Sorry, we failed to record your vote. Please try again
27 of 28 people found the following review helpful By MOTU Review on December 9, 2007
Format: Unknown Binding
Originally published in 1961, Black Like Me is the account of how white journalist John Howard Griffin had his skin medically darkened and traveled through the Deep South as a black man in an attempt to explain the hardships black people in the South faced. It also covers the backlash against the publication of his story.

Black Like Me is a concise, fast and engaging read. The reader is often able to see things through Griffin's eyes, even as Griffin tries to see things through the eyes of others. He does an excellent job communicating the cultures of fear and despair he encountered. The entire account of his travels as a black man is riveting.

If there is any nit-picking to be done, let it be for this: at times, particularly early on, Griffin's descriptions of mundane, everyday objects and details seem forced and do not aid the narrative.

While today's racial tensions are much less overt (and much less publicized), Black Like Me still has quite a bit to say about the universal elements of human nature and the culture of racism.

HIGHLY RECOMMENDED
Comment Was this review helpful to you? Yes No Sending feedback...
Thank you for your feedback. If this review is inappropriate, please let us know.
Sorry, we failed to record your vote. Please try again
22 of 23 people found the following review helpful By A Customer on April 11, 1997
Format: Mass Market Paperback
There are only a few books that have really given me a deeper understanding into the issues of the world around us. This book is one of them.

John Howard Griffin penetrates into a world that seems almost beyond belief and yet is undeniably and startlingly real.
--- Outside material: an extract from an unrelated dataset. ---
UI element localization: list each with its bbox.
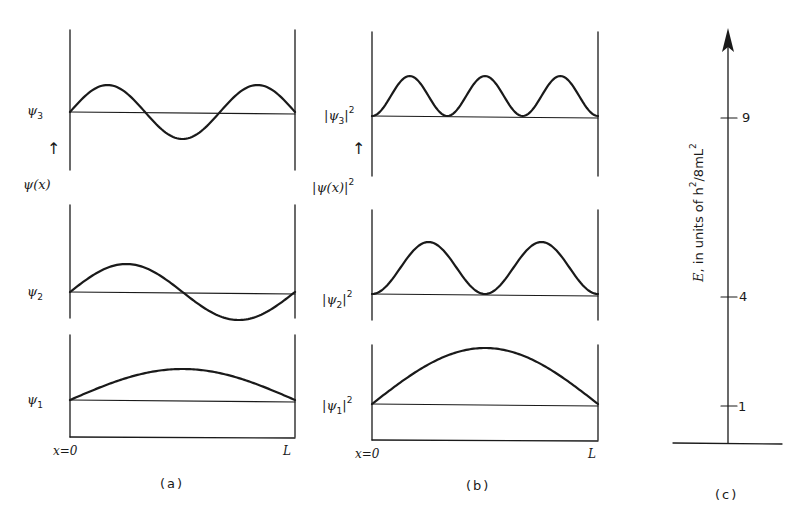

Realizations await on every page to show that the generally sheltered cultural perspective of the typical white (like myself) could not conceive the situation which confronted blacks in the south every day just a very few years ago -- as experienced by a white man who changed his skin color and dealt with the consequences.

The book is made even better by a series of stories about his experiences after returning to the world of caucausions and going on the lecture circuit about the plight of blacks in the south. He demonstrates the rationalization and close mindedness that characterizes even those who consider themselves "good people".

This book would probably be too much to accept if not for the authors remarkably unassuming and explanatory style. Rarely has such a sore subject been confronted so directly and yet so plainly.

Highly recommended. I keep having to buy new copies because people will read a few pages and want a copy.
Comment Was this review helpful to you? Yes No Sending feedback...
Thank you for your feedback. If this review is inappropriate, please let us know.
Sorry, we failed to record your vote. Please try again

What Other Items Do Customers Buy After Viewing This Item?